While researching a "Rescue and Recovery does not have enough disk space to perform the requested operation" error message that has been unexpectedly popping up on my Lenovo Thinkpad T60 from time to time, I found that on at least some Thinkpad laptops, 20 GB or more of “unaccounted for” of hard disk space – space that is reported as “in use” by the Windows, but which apparently no files are actually using -- can be reclaimed by deleting backups made by the Thinkpad “Rescue & Recovery” utility, or by uninstalling the utility altogether. Information on this is available in a post on Charles J. Keeme's blog (which incidentally, as of this morning, was somewhat surprisingly the only Google result for that error message).

Disclaimer: Make sure you have a sound alternative backup strategy in place before you fiddle with the Rescue & Recovery utility! You may also first want to make a set of OS recovery CDs if you haven’t already and you don’t have other means to restore your machine to its factory default state, as the restore data for some Thinkpads is apparently stored as part of the Rescue & Recovery backup data, not on CDs that came with the machine.

The ability to reclaim this disk space that was being used by Rescue & Recovery was a pretty big deal to me, as my current work machine is a Thinkpad T60 that came with only a 50.7 GB hard drive. This morning, despite having relatively few applications installed and very little in the way of multimedia files (music/photos) on the machine, I had only 9.57GB of free space. After uninstalling the Rescue & Recovery utility, I’m up to 29.9 GB of space – Rescue & Recovery was consuming fully 40% of the capacity of my limited hard disk storage!

(In my case, my Thinkpad is my work machine, and my setup is such that my code and work data are backed up on the corporate LAN, and I can rely on the corporate IT department to help me out should the machine experience some kind of hardware failure that would require me to need to reinstall Windows, so I was happy make the tradeoff of tripling my available free disk space in exchange for the (for me) mostly-redundant backup capability that Rescue & Recovery afforded.)

Thursday, June 28, 2007

Howto: Disable auto-insertion of HTML end tags in Eclipse

In Eclipse (version 3.2.1), when editing an HTML page, Eclipse automatically completes HTML end tags that you are in the process of typing for you. For example, if you type:

<td></

Eclipse will immediately automatically add the rest of the tag -- in this case, td> -- for you, so that you end up with (with the part Eclipse added shown here in italics):

<td></td>

However, after years of typing HTML, I'm accustomed to quickly typing the entire HTML end tag myself without thinking about it. Over the last few days, since I've started to use Eclipse to edit HTML, I've frequently ended up with HTML like the following while I'm typing something out:

<td></td>td>

Eclipse adds the second td> automatically, but at the same time I'd typed it out myself without pausing to remember the fact that Eclipse is going to add it for me, and I'd end up with some broken HTML that I would have to either stop what I was doing to fix, or remember to go back and fix later. This got quite aggravating by the time it happened to me for about the 30th time. :-)

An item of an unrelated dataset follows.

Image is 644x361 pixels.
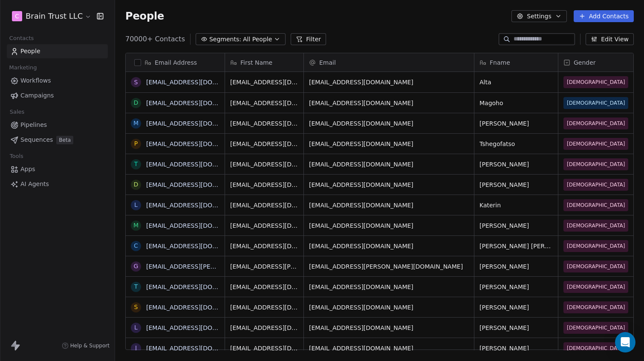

I started looking for a way to disable the end tag auto-insertion feature. I searched through the Window | Preferences settings in Eclipse, but couldn't find any setting that was responsible for the end tag auto-insertion. I also searched the Web with Google and Usenet with Google Groups, but couldn't come up with any relevant results even after trying several different variations on my search terms.

Finally, I posted my question to the Eclipse newsgroup eclipse.newcomer (free registration required to browse/post). Nitin Dahyabhai kindly responded and provided the solution:

The HTML end tag auto-insert feature is controlled by the "Smart Insert Mode" setting on the Eclipse Edit menu. You can uncheck the setting there to get Eclipse to stop automatically completing HTML end tags.

Having disabled the "Smart Insert Mode" setting, I'm now much happier while typing HTML into the Eclipse editor. Thanks, Nitin!